The extended second ended, and the ghostly woman never had time to sound her scream. The small package exploded, spitting flame out of the fireplace four feet in all directions with a burst of light and heat. The huntress shielded herself, huddling while the sound died away and the flames receded somewhat. She looked up afterwards to see the fireplace burning greatly, the glint of the gold chain and locket leaving at it melted and the picture within burned.

She sat there a moment, panting, before pushing herself painfully to her feet.

She stood ridiculously still for about a minute before she started to tremble.

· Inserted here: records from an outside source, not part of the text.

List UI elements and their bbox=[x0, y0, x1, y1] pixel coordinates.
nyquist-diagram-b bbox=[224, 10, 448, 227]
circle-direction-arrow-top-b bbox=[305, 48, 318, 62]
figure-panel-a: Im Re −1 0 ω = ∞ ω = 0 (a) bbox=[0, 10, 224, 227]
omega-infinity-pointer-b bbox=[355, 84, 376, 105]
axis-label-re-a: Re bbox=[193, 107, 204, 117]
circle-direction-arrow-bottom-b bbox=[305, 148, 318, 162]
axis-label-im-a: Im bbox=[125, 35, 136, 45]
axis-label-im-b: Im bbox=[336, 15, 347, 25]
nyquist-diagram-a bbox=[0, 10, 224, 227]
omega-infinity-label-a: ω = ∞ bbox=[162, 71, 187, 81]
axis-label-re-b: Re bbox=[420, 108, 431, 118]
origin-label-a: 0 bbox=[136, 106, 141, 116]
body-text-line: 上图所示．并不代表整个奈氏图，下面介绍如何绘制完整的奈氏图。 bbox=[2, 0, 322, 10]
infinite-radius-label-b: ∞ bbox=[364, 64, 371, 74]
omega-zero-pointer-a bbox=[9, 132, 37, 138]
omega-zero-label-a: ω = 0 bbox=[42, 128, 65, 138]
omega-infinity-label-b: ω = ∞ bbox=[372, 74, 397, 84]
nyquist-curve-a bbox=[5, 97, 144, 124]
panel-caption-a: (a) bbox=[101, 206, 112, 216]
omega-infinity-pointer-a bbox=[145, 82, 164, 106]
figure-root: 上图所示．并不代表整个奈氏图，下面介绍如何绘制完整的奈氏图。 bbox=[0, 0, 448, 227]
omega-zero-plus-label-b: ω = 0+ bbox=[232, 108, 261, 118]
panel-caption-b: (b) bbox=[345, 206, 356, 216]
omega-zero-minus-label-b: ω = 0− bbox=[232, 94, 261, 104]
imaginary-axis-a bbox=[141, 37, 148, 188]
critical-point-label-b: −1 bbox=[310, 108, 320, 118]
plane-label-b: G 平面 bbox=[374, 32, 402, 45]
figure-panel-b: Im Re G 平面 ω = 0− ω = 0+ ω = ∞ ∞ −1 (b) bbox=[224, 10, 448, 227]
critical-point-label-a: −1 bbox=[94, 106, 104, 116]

Her alert stance changed, her legs shaking and her shoulders sagging, her façade of determined impassiveness gone as emotion began to cloud her face. Something seemed to crash over her as she half-limped through the thrashed living room, dirtying the white tile of the entryway as she came to the front door once more. It seemed that once she had completed her purpose here, her job, an immense amount of feeling and meaning had swept over her with that explosion. She pulled the door open with her left hand, her right wrapped around her bruised body, and she turned back to look once more at the all white house in a way that was longing, reminiscent, almost loving. She gazed at the large portrait that hung in the formal room that branched from the entryway, seeing the same girl and woman from the locket. Underneath the portrait were several other frames, all with the same two people, all with the same love and smiles and happiness.

The frame on the end showed the young girl and the older woman singing together while cutting a birthday cake.

Tears formed in her eyes, and she struggled to force down a sob as she whispered in a broken and distinctly sorrowful voice.

"Happy birthday, Grandma."

She left, and the door closed behind her. The flames in the fireplace burned themselves slowly out, crackling as the pink light of dawn made its way slowly into the sky and through the windows into the white house.

The sun's early glow shone onto that portrait in the formal room. It glinted off of a plaque on the bottom of the portrait's frame. The gold was engraved in a beautiful font, and it read two simple lines.

Elena and Anna

Abuela y su Princessa

Twenty minutes away, in a tan house on Norwich Dr., Anna Walker was sobbing in the arms of a man in a leather jacket.